Thursday, June 21, 2007

Gotcha!

To both protect oneself and to target one's opponent, David All has proposed "five essential tips for the YouTube campaign trail." His suggestions are groundbreaking and thoughtful, but I'd like to add one more, albeit unrelated to YouTube: Develop software to download your opponent's Web site once a day. You need not download the whole site, but, like a good backup program, only the pages that have changed since the last download.
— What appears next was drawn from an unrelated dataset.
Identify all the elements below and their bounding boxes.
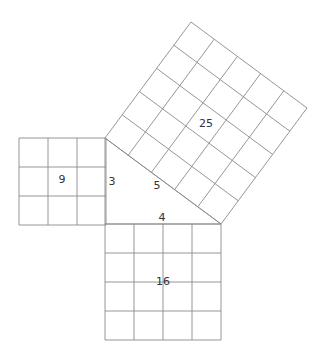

Savvy readers will point out that Google already caches pages for free. In fact, Google's cache was the source of this gotcha blog post by the Politico's Ben Smith. This method is fine if you know that a change occurred within the past week or so, but if you don't, your only other option is the Wayback Machine, which archives entire sites, but only twice a year.

Hence the aforementioned software. As Ryan Lizza of the New Republic reported yesterday, a rival campaign of Bill Richardson's dug back a month and a half to document a change in the governor's seven-part plan for Iraq. In short, as of May 12, Richardson explicitly supported the Feingold-Reid amendment, which would cut off funds for the war next March. Today, the same page has been scrubbed of such support.

After-the-fact editing, whether of a Web page, a profile of oneself or even the congressional record, is all-too-common. What's new is the increasingly comprehensive ability to play gotcha! This is not a necessarily healthy development—such microscopic scrutiny promotes perfunctory rather than spontaneous campaigning—but it's a fait accompli.